About Me

Welcome to my blog. Thanks for dropping in. I am Lisa, I have been married to Chris for almost 9 years now, and we have two gorgeous girls, Eloise and Tabitha who are 8 and 6. Tabitha has a rare genetic disorder called Langer-Giedion syndrome (aka TRPS type II), which causes numerous health and developmental problems for her, but she is still a happy little girl and makes us smile all the time. I enjoy crafting, and have a rapidly expanding amount of crafting goodies, with not enough space to store them all! Contact me at lisa.seriousstamper@gmail.com

Sunday, 23 October 2011

A Picture tells a thousand words.

I want to show you a photograph. It was taken in 2005, before everyone had digital cameras, and was actually taken using a Polaroid camera.

I must apologise for the state of the copy, but I took it under artificial light.


This is a photograph of me, taking my two girls for a walk. In fact, this is the photograph of me, taking my two girls out for a walk for the very first time on my own. Up until this point, Tabitha hadn't been well enough to leave the hospital, even for a short time. You can note the date. Tabitha in this picture was 3.5 months old. 3 and a half months, and she'd never been out of the hospital. I remember that for the first time since she'd been born, on this day, I finally got to be just a Mum. I got to take her out, in a buggy and walk around the area with in the fresh air on my own, without nurses and Doctors watching my every move. It was a tough time. While we were stuck in that hospital, I got to see seriously premature babies grow, develop and go home, I saw a baby come in with life threatening non-accidental injuries, and I saw newborn babies admitted going through withdrawal. The one thing I remember hurting the most about my time in this unit, was that I felt it was so unfair. My baby was born at term, I had looked after myself throughout pregnancy with not even so much as a glass of wine, and I had done nothing to hurt her, and yet I was the one whose baby wouldn't get well, and couldn't come home.

I keep this photo on my fridge to remind me of the happiness I felt on that day (which incidentally was planned in advance, nothing spontaneous in that place) when I finally got to escape for a while, finally with my girls. But it also reminds me how hard and unfair it all was, and how there were times I really didn't think she'd ever come home. So many memories. All from one photograph.

Sunday, 16 October 2011

What having a SN child has taught me

Over the last few days, I've done some thinking, which is quite frankly, usually tricky for me. I often end up places that are not really very helpful in my head, so it's best not to go there, but the last few days, I've really been thinking about what having Tabitha for a daughter has taught me.

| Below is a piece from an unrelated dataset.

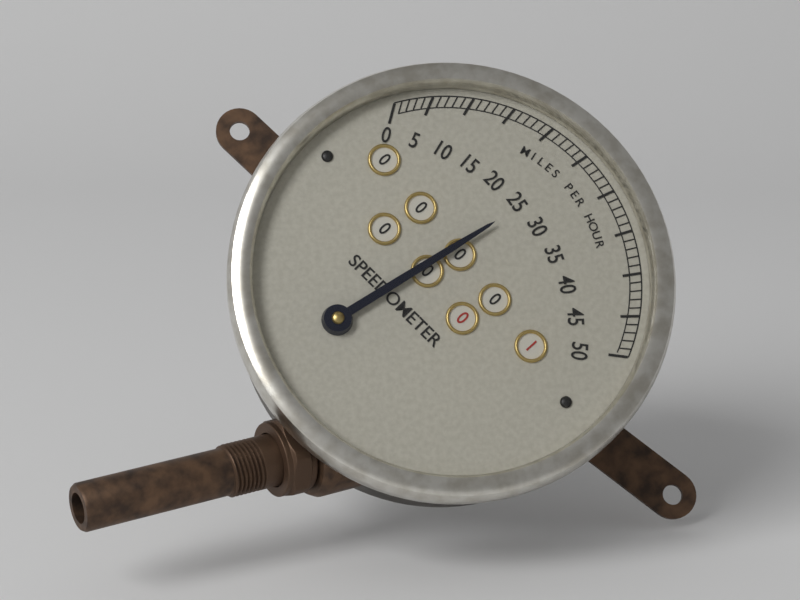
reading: 26 mph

I have learned that I can cope. When she's been screaming at me for days, I can take myself away for 10 minutes, and come back and cope. When she's been up all night being sick (which she was last Wednesday night, urgh) I can cope. When she vomits in the middle of the supermarket, I can deal with it, cope and get my shopping done. When people stare at her because she looks different, I can cope. Sometimes I ask them if there is anything they'd like to know, sometimes I just ignore them, but that's two coping strategies I have for that scenario. When she starts shouting in public, I've got used to ignoring both her, and everyone else, and in that way, I cope. When the 'professionals' tell me to use methods or medications that I know won't work, I can cope...mostly. The odd one will still catch me on a bad day.

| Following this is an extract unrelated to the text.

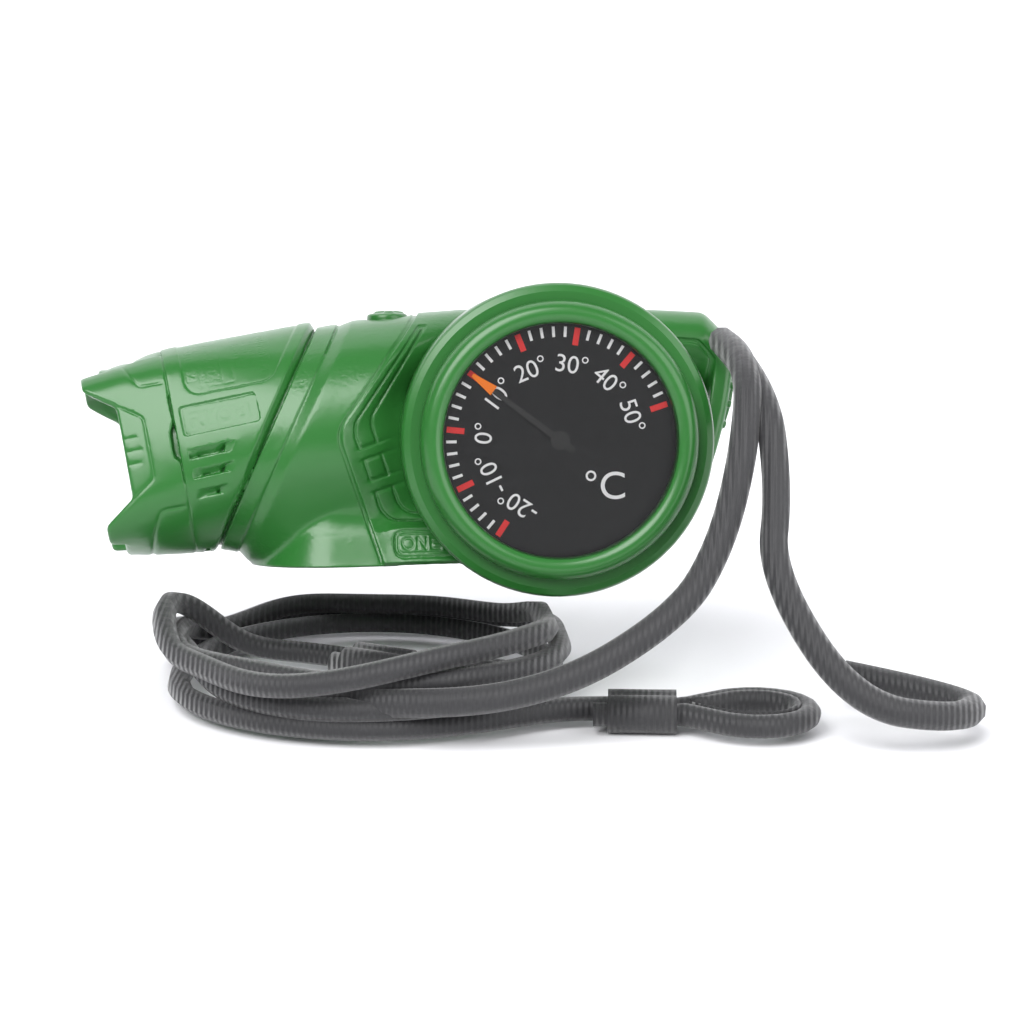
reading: 10 °C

Knowing that I can cope is pretty huge I think. If someone had asked me when I was expecting her if I could cope with having a child with a rare chromosome disorder, the answer would have been a categorical no. It turns out, that answer would have been wrong. I am one of lifes worriers, and the future still terrifies me. What will happen as she matures, what will happen to her abilities, will she need further surgery later (very probably), will she always be mobile as she is now, or will she lose that? But knowing what we've survived so far, and what we have coped with, I'm beginning to feel that whatever happens, we'll be ok. We'll cope.